Selene had fought him every step of the way, just like Cade, but eventually, she had learned to control her flames. Not by suppressing them, but by understanding them. She had learned how to channel the fire, how to separate the raw emotion from the heat. It had taken months, but when she finally regained control, her flames had burned brighter and stronger than ever before—controlled, not feral.

Cade reminded Lucian of Selene, though Cade's fire was wilder, more erratic. But that meant there was still hope. If Cade fought his fire and learned to separate it from the pain that fueled it, he could survive this.

Lucian moved back toward the edge of the cell, standing in front of the containment field that kept Cade's flames in check. He stared at the fire demon's unconscious form, his thoughts still turning over the methods that had worked and failed.
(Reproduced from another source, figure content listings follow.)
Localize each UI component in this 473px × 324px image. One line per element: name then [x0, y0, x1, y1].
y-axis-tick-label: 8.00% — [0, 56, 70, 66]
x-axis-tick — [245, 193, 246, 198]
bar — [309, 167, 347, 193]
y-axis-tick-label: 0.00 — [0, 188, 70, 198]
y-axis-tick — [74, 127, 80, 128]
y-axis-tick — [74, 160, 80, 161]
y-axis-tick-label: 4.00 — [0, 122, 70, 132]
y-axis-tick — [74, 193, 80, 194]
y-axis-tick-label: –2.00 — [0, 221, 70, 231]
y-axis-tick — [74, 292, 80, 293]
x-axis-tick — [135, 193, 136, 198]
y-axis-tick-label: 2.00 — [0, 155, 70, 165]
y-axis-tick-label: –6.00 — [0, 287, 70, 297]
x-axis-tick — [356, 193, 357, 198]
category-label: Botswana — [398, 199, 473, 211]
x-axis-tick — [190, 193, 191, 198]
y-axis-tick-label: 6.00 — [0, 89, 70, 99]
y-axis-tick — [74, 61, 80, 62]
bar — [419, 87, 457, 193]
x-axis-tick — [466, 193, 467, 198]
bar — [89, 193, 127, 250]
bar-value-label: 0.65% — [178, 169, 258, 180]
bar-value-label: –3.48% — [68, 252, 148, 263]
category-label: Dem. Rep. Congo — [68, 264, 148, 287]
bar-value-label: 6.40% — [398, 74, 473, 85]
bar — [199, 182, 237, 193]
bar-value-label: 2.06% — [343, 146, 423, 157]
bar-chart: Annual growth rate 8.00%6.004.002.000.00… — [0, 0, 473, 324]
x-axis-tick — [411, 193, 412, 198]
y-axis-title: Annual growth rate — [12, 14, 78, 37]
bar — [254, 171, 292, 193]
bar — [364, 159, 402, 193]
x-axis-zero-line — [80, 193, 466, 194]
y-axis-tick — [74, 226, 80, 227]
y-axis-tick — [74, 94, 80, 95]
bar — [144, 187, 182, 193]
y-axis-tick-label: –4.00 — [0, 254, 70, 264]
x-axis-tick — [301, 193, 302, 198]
There was a delicate balance with Cade—one Lucian had to manage carefully. He couldn't afford to let Cade push too far into the heat, but he also couldn't force the ice too quickly. Cade had to make the choice. He had to decide to control the fire, or it would control him.

And Lucian would be there to guide him through it.

His gaze remained fixed on Cade as the fire demon stirred slightly, his body curling inward, as if seeking warmth that wasn't there. The frost in the room thickened, creeping up the walls, but Lucian kept it steady. He wouldn't let the cold break Cade. Not yet.

He would teach Cade what Marcus never learned. He would teach him how to fight the flames without letting them consume him.

But first, Cade would have to trust the ice.